G8 members promised to increase aid when they meet in Gleneagles in 2005. They quoted OECD estimates that their commitments, combined with those of other donors, would increase total aid by USD 50 billion by 2010.

These projections can only be met if countries give more; an additional USD 34 billion in 2007 dollars needs to be programmed into donors’ aid budgets by 2010.

The global crisis is hitting export revenues and flows of private investment, remittances and other financial inflows to developing countries. Many of the world’s poor, especially in Africa, have already suffered from steep oil and food price rises.

“The OECD forecasts that in 2009 the US economy will contract by 0.9%, the Euro area by 0.6% and Japan by 0.1%. This will put pressure on donor aid budgets. But we must not make the mistakes of the 1990s, when aid budgets were drastically cut after the recession.”, said Eckhard Deutscher, Chair of the OECD Development Assistance Committee.

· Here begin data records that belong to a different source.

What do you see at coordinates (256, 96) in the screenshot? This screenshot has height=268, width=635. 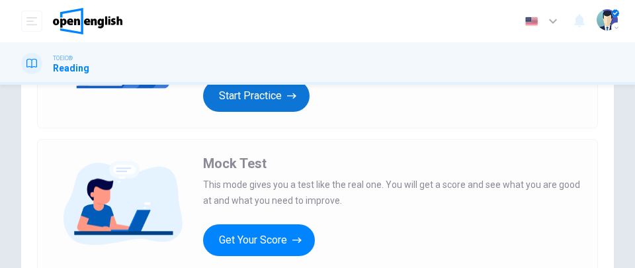 I see `button: Start Practice` at bounding box center [256, 96].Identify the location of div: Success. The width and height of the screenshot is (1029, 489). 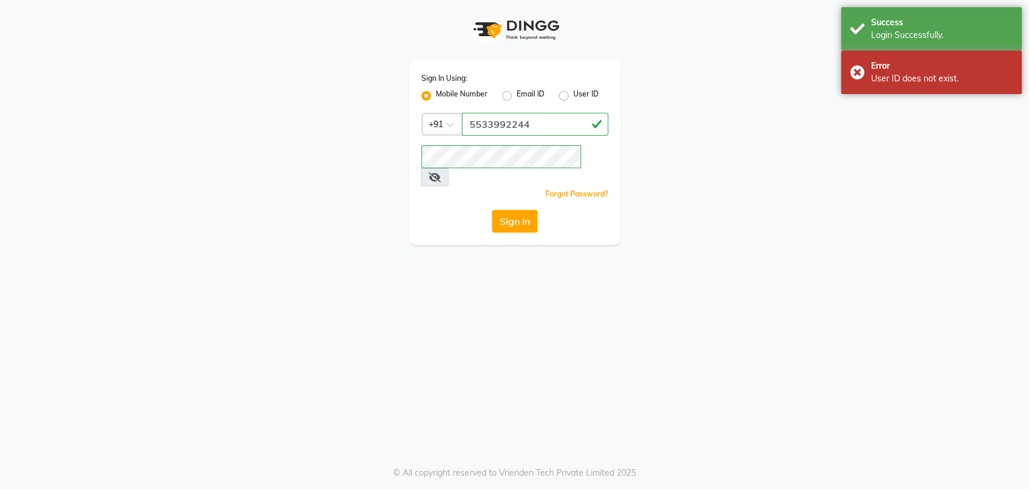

Between 1992 and 1997, DAC ODA fell by one-third as a share of national income, the equivalent of USD 30 billion today.

To help ensure that the financial crisis does not create a development crisis, DAC donors have joined in an Aid Pledge – initiated by OECD - reaffirming the aid commitments they made at Gleneagles and elsewhere and agreeing to maintain aid flows consistent with them.

Deutscher warns, “Aid is a critical investment and donors must continue to scale up. Spending to boost agricultural production and improve social and economic infrastructure can avoid much greater expenditure later to counter human and natural catastrophes."